A study of the first ideas which led to the establishment of America's national parks, with an emphasis on the work of John Muir and the exploration and preservation of Yosemite and Yellowstone.
Americans begin to question the nation's rush across the continent that has devastated forests and ravaged animals. Conservation's greatest champion is Theodore Roosevelt, who sets aside 800,000 acres of the Grand Canyon.
Stephen Mather accepts the offer to oversee the national parks for one year. He launches a campaign to publicize the parks as a unified system and to persuade Congress to create a single agency to oversee it: the National Park Service.
Mather and Albright ally themselves with the automobile to "democratize" the national parks. Horace Kephart and George Masa launch a campaign to save the forests of the Smoky Mountains from destruction by establishing a national park.
Franklin D. Roosevelt enters battles to create national parks on the Olympic Peninsula, Florida's Everglades, and California's High Sierra. George Melendez Wright begins arguing that the parks are not doing enough to protect wildlife.
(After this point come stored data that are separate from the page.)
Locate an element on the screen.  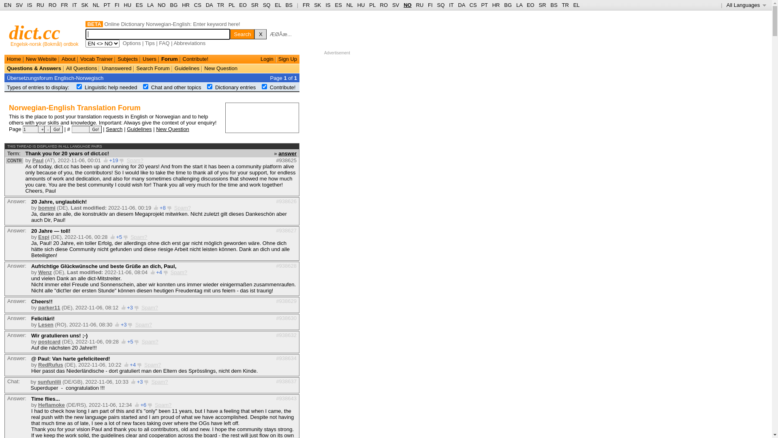
HR is located at coordinates (186, 5).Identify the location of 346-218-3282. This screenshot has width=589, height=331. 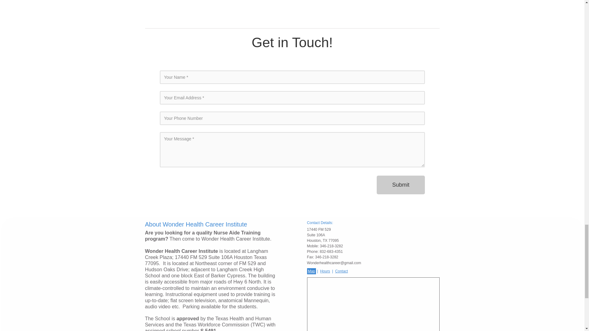
(331, 246).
After World War II, an increasingly mobile nation visits the parks as never before. When Jimmy Carter sets aside 56 million acres in Alaska-the largest grassroots movement in conservation history fights for the creation of seven new parks.
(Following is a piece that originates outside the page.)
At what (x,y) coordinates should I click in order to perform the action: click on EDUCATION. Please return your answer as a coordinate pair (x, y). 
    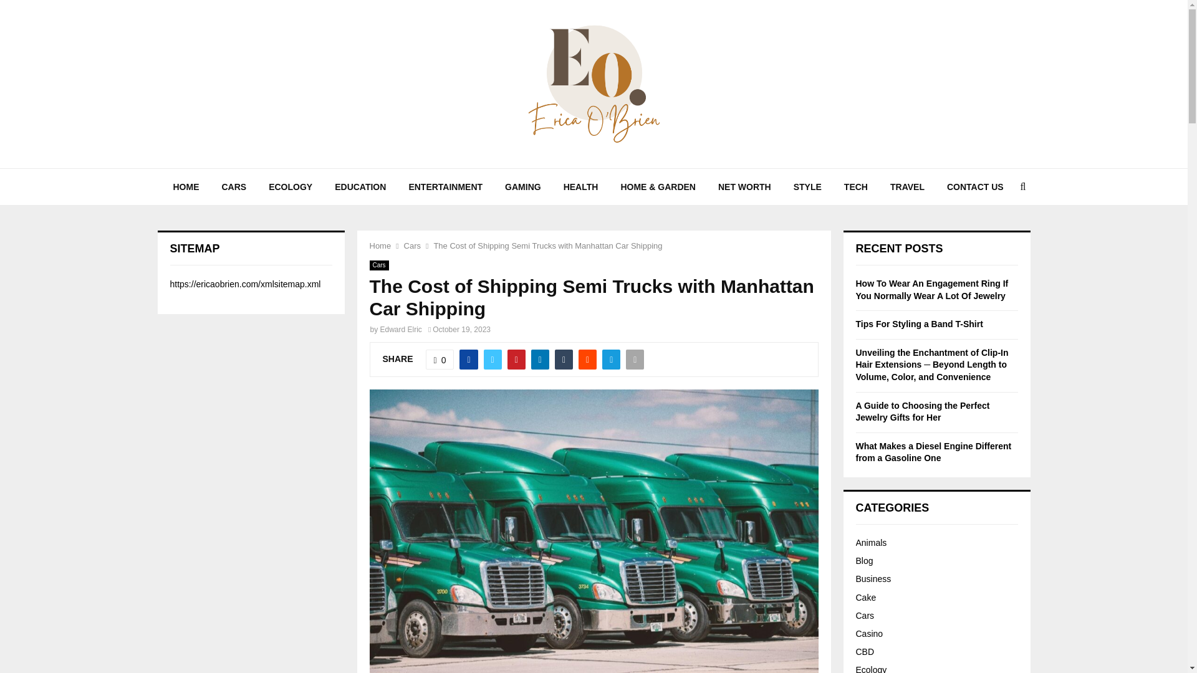
    Looking at the image, I should click on (360, 187).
Ken Burns and Dayton Duncan discuss the significance of the project and briefly touch on some of the dedicated heroes who made it their mission to fight for the preservation of certain areas around of the country. The segment technically acts as a preview for the series by splicing in a handful of excerpts from the episodes. Optional Spanish audio and subtitles are available.
Footage of Ken Burns, Dayton Duncan, the crew and their families trekking out in the field to gather footage at a variety of National Parks.
A collection of six themed montages of park footage set to instrumental music: 'National Parks Timeline,' 'Peace At Last/Across the Ocean,' 'Horizons,' 'Green Groves of Erin,' 'The Shores of Ogygia,' and 'Teddy Bears Picnic.'
A pair of additional sequences that didn't make it into the final documentary: 'An Interview with Nevada Barr' and 'The Boss.'
A shorter documentary in the same style as the main feature, only this one is narrated by Ken Burns. The feature expands on a handful of the interviews, but a fair bit of the content is recycled so it isn't really essential viewing. This inclusion also has optional Spanish audio and subtitles.
An assortment of park related and self explanatory mini-featurettes: 'San Antonio Missions: Keeping History Alive,' 'Yosemite's Buffalo Soldiers,' 'Mount Rushmore: Telling America's Stories,' 'Manzanar: Never Again,' and 'City Kids in National Parks.' Optional Spanish audio and subtitles are provided for these as well.